PDA

View Full Version : Israel hits Lebanon, Marines help Americans leave



thedrifter
07-20-06, 06:02 AM
Israel hits Lebanon, Marines help Americans leave
Thu Jul 20, 2006 5:34 AM ET

By Alaa Shahine

BEIRUT (Reuters) - A token force of U.S. Marines landed in Lebanon on Thursday to evacuate Americans stranded by a nine-day-old Israeli bombardment that has killed more than 300 people but failed to stop Hizbollah rocket strikes on Israel.

It was the U.S. military's first return to Lebanon since it withdrew in 1984, months after a Shi'ite Muslim suicide bomber destroyed a Marine barracks killing 241 U.S. service personnel.

About 40 Marines arrived on a beach in a Christian area north of Beirut at dawn to ferry about 1,200 Americans to Cyprus as part of efforts to extract U.S. citizens caught in a war zone like thousands of other foreigners, many of Lebanese origin.

The Marines, helped by Lebanese soldiers, sloshed through waves to carry women and children to the landing craft. Some frightened children cried, but many people smiled with relief.

"We are very happy to leave," said Lebanese-born American Fadia Semaan, fleeing with her husband and three children.

"We are used to war from 30 years ago, but the kids are not," said her husband, George.

"We are glad to be leaving, but also very sad. We left a lot of family behind with no food or money or anything else."

Hizbollah, whose links to Iran and Syria raise fears the current conflict could spread, has not impeded the exodus of foreigners trapped in Lebanon by Israeli bombing of ports, airports and roads.

Israel is under pressure not to endanger the land and sea escape routes organized by embassies requesting safe passage for bus convoys to Syria and ferries to Cyprus, Greece or Turkey.

Instead, Israeli planes struck mostly at Shi'ite strongholds in the eastern towns of Baalbek and Hermel, the southern Beirut area of Bir al-Abed and several southern villages.

Two Israeli soldiers were wounded in fighting with Hizbollah guerrillas along the border with Lebanon, the Israeli army said.

Israeli troops have launched cross-border raids in recent days to try to stop Hizbollah firing rockets into northern Israel, where 15 civilians have been killed.

Israel has not ruled out a major thrust into Lebanon, but is wary of returning to territory it abandoned under the pressure of Hizbollah attacks in 2000 after a 22-year occupation.

Israel launched its offensive after Hizbollah captured two soldiers and killed eight in a cross-border raid on July 12. It has rejected Hizbollah's proposal for a prisoner swap.

RAID ON "BUNKER"

Soon after Lebanon's prime minister said Israel's onslaught had "torn the country to shreds", bombs crashed into a southern Beirut suburb on Wednesday aiming at what an Israeli military source said was a bunker sheltering Hizbollah's leader.

The Shi'ite guerrilla group said it had suffered no casualties in the raid on what it said was a half-built mosque.

Other air strikes killed 65 Lebanese civilians on Wednesday, the deadliest one-day toll so far. Hizbollah rockets killed two children in the northern Israeli city of Nazareth.

Frightened civilians feared the bombing would get worse once the evacuation of thousands of foreign nationals is completed.

"I have a very bad feeling that after the foreigners flee the bombings will get worse," said 37-year old Ziad Nayef, a costume designer. "Nobody cares about Arab lives."

There was no sign Israel or Hizbollah were ready to heed the Beirut government's pleas for an immediate halt to a war that has killed at least 301 people in Lebanon and 29 in Israel.

Russia has joined France in demanding a ceasefire, but the United States, Israel's chief ally, has opposed any resolution by the U.N. Security Council calling for a halt to the fighting.

"We are calling, as a first step, for the immediate declaration of a ceasefire," Russia's Kommersant newspaper on Thursday quoted Foreign Minister Sergei Lavrov as saying.

Lebanese Prime Minister Fouad Siniora said more than 500,000 people had been displaced and appealed for international help.

His Israeli counterpart Ehud Olmert said the bombardment would last "as long as necessary" to free the two soldiers captured by Hizbollah and ensure its militants are disarmed.

Israel's offensive in Lebanon has coincided with a major push into the Gaza Strip to retrieve another soldier, seized by Palestinian gunmen on June 25 and stop cross-border rocket fire.

Israeli troops killed a Palestinian in clashes in a central Gaza refugee camp on Thursday, witnesses said. An air strike on the same camp killed a militant and wounded eight, medics said.

Troops killed 15 Palestinians during raids in the Gaza Strip and West Bank on Wednesday. Israel's offensive, launched on June 28, has killed about 110 Palestinians, half of them militants.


What is expected -
When you repeat the records, keep every word exact and drop each picture.

Data about app and page elements -
+--

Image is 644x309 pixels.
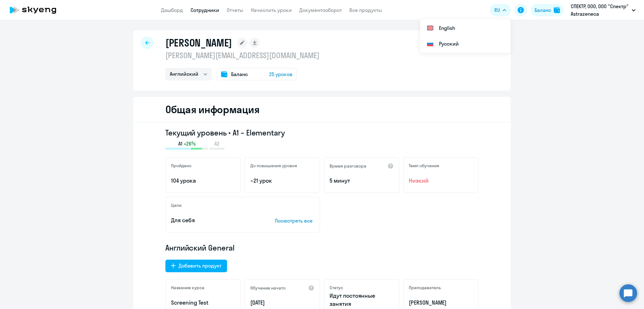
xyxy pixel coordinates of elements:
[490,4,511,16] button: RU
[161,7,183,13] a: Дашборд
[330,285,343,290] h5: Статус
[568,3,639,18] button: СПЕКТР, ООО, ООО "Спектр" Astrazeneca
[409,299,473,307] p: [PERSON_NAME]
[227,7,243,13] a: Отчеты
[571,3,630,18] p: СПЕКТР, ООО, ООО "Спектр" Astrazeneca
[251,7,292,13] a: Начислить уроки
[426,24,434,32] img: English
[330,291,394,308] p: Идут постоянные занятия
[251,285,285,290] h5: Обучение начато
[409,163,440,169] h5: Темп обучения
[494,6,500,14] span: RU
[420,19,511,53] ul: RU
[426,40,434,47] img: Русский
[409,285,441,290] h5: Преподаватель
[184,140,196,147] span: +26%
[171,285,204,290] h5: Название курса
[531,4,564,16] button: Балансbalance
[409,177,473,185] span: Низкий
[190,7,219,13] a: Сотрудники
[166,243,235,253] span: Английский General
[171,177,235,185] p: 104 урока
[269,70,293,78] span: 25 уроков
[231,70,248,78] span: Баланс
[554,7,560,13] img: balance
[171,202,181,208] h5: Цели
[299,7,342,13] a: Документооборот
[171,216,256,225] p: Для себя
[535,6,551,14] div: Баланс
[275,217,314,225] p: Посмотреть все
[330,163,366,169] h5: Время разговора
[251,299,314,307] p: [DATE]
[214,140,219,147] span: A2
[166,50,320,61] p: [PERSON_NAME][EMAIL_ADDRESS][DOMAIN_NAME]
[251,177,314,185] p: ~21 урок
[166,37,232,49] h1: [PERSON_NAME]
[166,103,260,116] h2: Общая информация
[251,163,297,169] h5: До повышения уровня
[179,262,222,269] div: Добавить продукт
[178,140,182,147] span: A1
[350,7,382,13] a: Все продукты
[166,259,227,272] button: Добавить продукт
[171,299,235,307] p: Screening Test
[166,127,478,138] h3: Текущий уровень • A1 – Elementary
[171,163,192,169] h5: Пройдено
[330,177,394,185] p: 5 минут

+--

Written solution -
Image is 644x309 pixels.
xyxy pixel coordinates of elements:
[490,4,511,16] button: RU
[161,7,183,13] a: Дашборд
[330,285,343,290] h5: Статус
[568,3,639,18] button: СПЕКТР, ООО, ООО "Спектр" Astrazeneca
[409,299,473,307] p: [PERSON_NAME]
[227,7,243,13] a: Отчеты
[571,3,630,18] p: СПЕКТР, ООО, ООО "Спектр" Astrazeneca
[251,7,292,13] a: Начислить уроки
[426,24,434,32] img: English
[330,291,394,308] p: Идут постоянные занятия
[251,285,285,290] h5: Обучение начато
[409,163,440,169] h5: Темп обучения
[494,6,500,14] span: RU
[420,19,511,53] ul: RU
[426,40,434,47] img: Русский
[409,285,441,290] h5: Преподаватель
[184,140,196,147] span: +26%
[171,285,204,290] h5: Название курса
[531,4,564,16] button: Балансbalance
[409,177,473,185] span: Низкий
[190,7,219,13] a: Сотрудники
[166,243,235,253] span: Английский General
[171,177,235,185] p: 104 урока
[269,70,293,78] span: 25 уроков
[231,70,248,78] span: Баланс
[554,7,560,13] img: balance
[171,202,181,208] h5: Цели
[299,7,342,13] a: Документооборот
[171,216,256,225] p: Для себя
[535,6,551,14] div: Баланс
[275,217,314,225] p: Посмотреть все
[330,163,366,169] h5: Время разговора
[251,299,314,307] p: [DATE]
[214,140,219,147] span: A2
[166,50,320,61] p: [PERSON_NAME][EMAIL_ADDRESS][DOMAIN_NAME]
[251,177,314,185] p: ~21 урок
[166,37,232,49] h1: [PERSON_NAME]
[166,103,260,116] h2: Общая информация
[251,163,297,169] h5: До повышения уровня
[179,262,222,269] div: Добавить продукт
[178,140,182,147] span: A1
[350,7,382,13] a: Все продукты
[166,259,227,272] button: Добавить продукт
[171,299,235,307] p: Screening Test
[166,127,478,138] h3: Текущий уровень • A1 – Elementary
[171,163,192,169] h5: Пройдено
[330,177,394,185] p: 5 минут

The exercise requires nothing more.